MacBook Neo Deep Dive: Benchmarks, Wafer Economics, and the 8GB Gamble

14 points by makishimu


david_chisnall

I'm not sure I agree with this:

For the tasks this machine is built for (web browsing, documents, streaming, light photo editing), single-core is what matters. The Neo will feel snappy.

Pretty much all of these tasks are parallelised in modern software, and some of them are mostly run on the GPU.

The memory controller is a genuine constraint. The A18 Pro was designed for the iPhone 16 Pro, which has always shipped with 8GB. The LPDDR5x controller is configured for that package. Upgrading to 16GB would require different memory packaging and PCB routing. Apple could have designed around this, but chose not to for a first-generation budget product.

This is interesting. A lot of the performance benefits Apple gets come from sizing everything to avoid bottlenecks. This was the big lesson that they learned from the PowerPC G4: on paper, it massively outperformed contemporary Intel chips, in practice this happened only for workloads that fitted in the cache: it was almost impossible to keep the vector units fed. This applies all of the way up and down the scales. Memory bandwidth (number of memory controllers), cache topology, store-queue sizes, pipeline length and widths, and so on all contribute and it's very easy to make one of them a bottleneck so none of the others can reach their peak performance.

The issue with the A18, I suspect, is that all of this tuning was done with iPhone workloads. These have quite different characteristics to non-full-screen macOS workloads and I wonder where we're going to see limitations.

I do wonder about all of the people who keep saying that 8 GiB is a small amount. My previous MacBook Pro had 16 GiB, but I normally had 4 GiB allocated to a VM and routinely did LLVM builds on it. The older Mac where I did a lot of video editing had 3 GiB. Looking at Activity Monitor, most of the apps I'm using (including MS Office) are using under 0.5 GiBs. Unless you're running a lot of apps in parallel (and actively using them, so Sudden Termination doesn't quietly kill them in the background), I'd be quite surprised if macOS didn't work pretty well in 8 GiB, especially with NVMe storage where the performance benefits of a large buffer cache are smaller.

benton

10 minutes and a little thermal pad and you get better sustained performance as long as you are okay with the case getting much warmer.

kghose

Is this article independent of anandtech and apple?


* WORK ORDER
The lines to output run from the first line of the entries below through the line containing "Image is 644x314 pixels."; copy them exactly and leave out pictures.

* THE DATA
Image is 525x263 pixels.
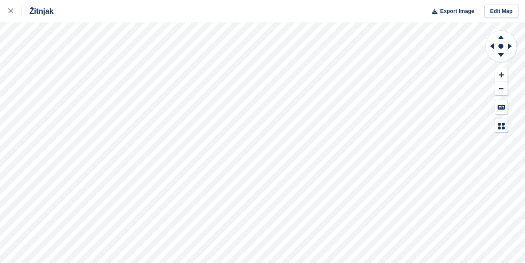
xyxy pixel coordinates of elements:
button: Export Image [427,5,475,18]
button: Map Legend [496,119,508,133]
button: Zoom Out [496,82,508,96]
button: Keyboard Shortcuts [496,100,508,114]
button: Zoom In [496,68,508,82]
a: Edit Map [485,5,519,18]
div: Žitnjak [22,6,54,16]
span: Export Image [440,7,474,15]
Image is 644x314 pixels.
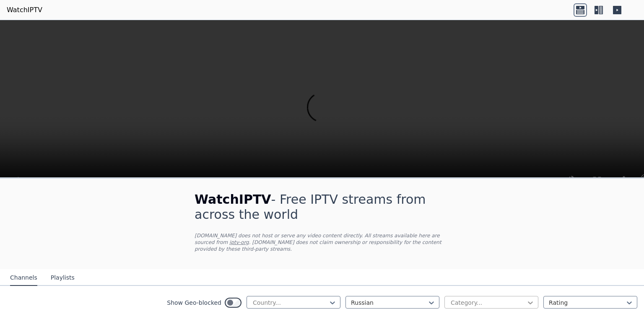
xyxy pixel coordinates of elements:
button: Channels [10,270,38,286]
span: WatchIPTV [194,192,271,207]
p: [DOMAIN_NAME] does not host or serve any video content directly. All streams available here are s... [194,232,450,253]
a: iptv-org [230,239,249,246]
h1: - Free IPTV streams from across the world [194,192,450,222]
button: Playlists [51,270,75,286]
label: Show Geo-blocked [167,299,221,307]
a: WatchIPTV [7,5,42,15]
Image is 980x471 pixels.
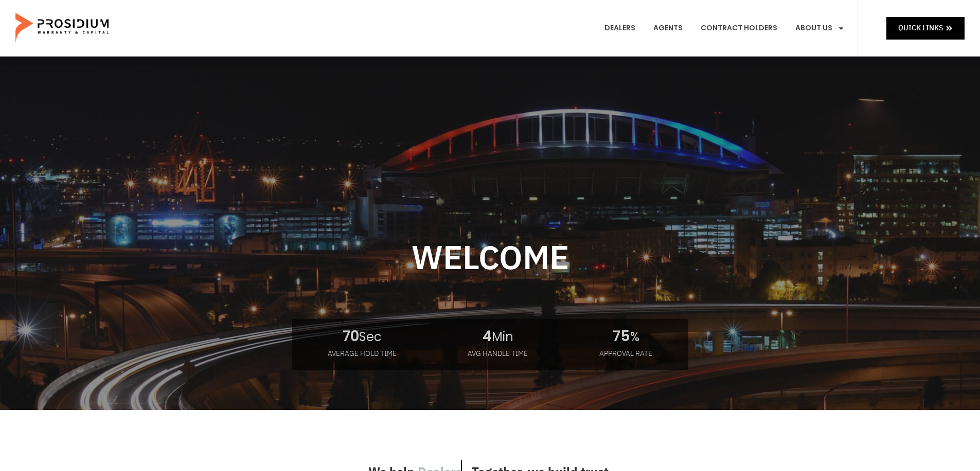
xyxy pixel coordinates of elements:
[787,9,852,47] a: About Us
[693,9,785,47] a: Contract Holders
[898,21,943,34] span: Quick Links
[646,9,690,47] a: Agents
[886,17,964,39] a: Quick Links
[597,9,852,47] nav: Menu
[597,9,643,47] a: Dealers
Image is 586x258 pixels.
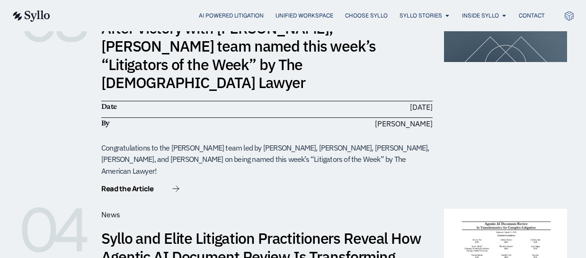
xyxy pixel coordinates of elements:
div: Congratulations to the [PERSON_NAME] team led by [PERSON_NAME], [PERSON_NAME], [PERSON_NAME], [PE... [101,142,432,177]
span: News [101,210,120,219]
time: [DATE] [410,102,432,112]
img: syllo [11,10,50,22]
a: Unified Workspace [275,11,333,20]
a: Inside Syllo [462,11,499,20]
a: After Victory with [PERSON_NAME], [PERSON_NAME] team named this week’s “Litigators of the Week” b... [101,18,376,92]
nav: Menu [69,11,544,20]
h6: Date [101,101,262,112]
span: [PERSON_NAME] [375,118,432,129]
a: AI Powered Litigation [199,11,263,20]
div: Menu Toggle [69,11,544,20]
a: Read the Article [101,185,179,194]
a: Choose Syllo [345,11,387,20]
h6: By [101,118,262,128]
a: Syllo Stories [399,11,442,20]
h6: 04 [19,209,90,251]
span: Read the Article [101,185,153,192]
a: Contact [518,11,544,20]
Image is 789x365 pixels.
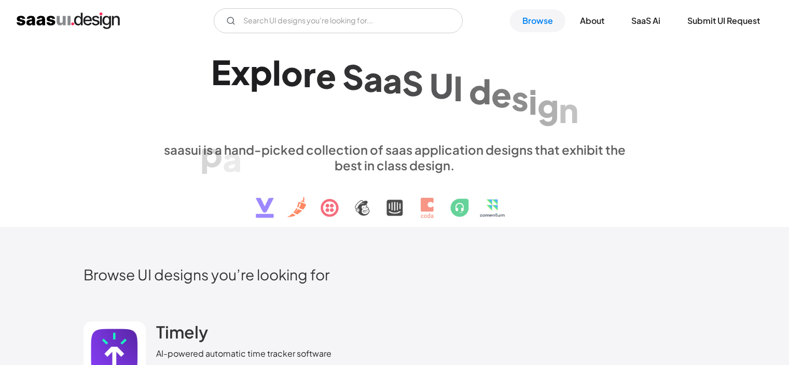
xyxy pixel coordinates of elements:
[214,8,463,33] form: Email Form
[342,57,364,97] div: S
[17,12,120,29] a: home
[538,85,559,125] div: g
[223,139,242,179] div: a
[250,52,272,92] div: p
[402,62,423,102] div: S
[454,67,463,107] div: I
[84,265,706,283] h2: Browse UI designs you’re looking for
[568,9,617,32] a: About
[214,8,463,33] input: Search UI designs you're looking for...
[156,321,208,342] h2: Timely
[675,9,773,32] a: Submit UI Request
[619,9,673,32] a: SaaS Ai
[200,134,223,174] div: p
[211,52,231,92] div: E
[272,52,281,92] div: l
[231,52,250,92] div: x
[510,9,566,32] a: Browse
[364,58,383,98] div: a
[559,90,579,130] div: n
[303,54,316,94] div: r
[512,77,529,117] div: s
[156,347,332,360] div: AI-powered automatic time tracker software
[383,60,402,100] div: a
[529,81,538,121] div: i
[281,53,303,93] div: o
[238,173,552,227] img: text, icon, saas logo
[156,321,208,347] a: Timely
[156,142,634,173] div: saasui is a hand-picked collection of saas application designs that exhibit the best in class des...
[156,52,634,132] h1: Explore SaaS UI design patterns & interactions.
[469,71,491,111] div: d
[316,55,336,95] div: e
[491,74,512,114] div: e
[430,65,454,105] div: U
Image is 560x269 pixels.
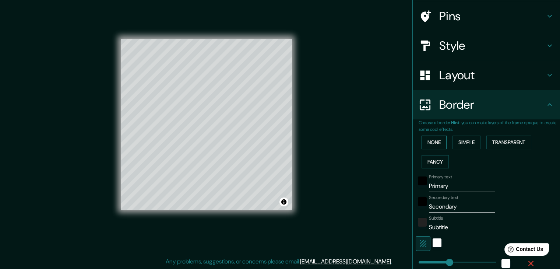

* THE COMPLETED TASK
Image is 525x263 pixels.
xyxy pixel coordinates of elements:
button: Export Image [427,5,475,18]
button: Map Legend [496,119,508,133]
button: Zoom Out [496,82,508,96]
button: Keyboard Shortcuts [496,100,508,114]
button: Zoom In [496,68,508,82]
a: Edit Map [485,5,519,18]
div: Žitnjak [22,6,54,16]
span: Export Image [440,7,474,15]
Image is 644x314 pixels.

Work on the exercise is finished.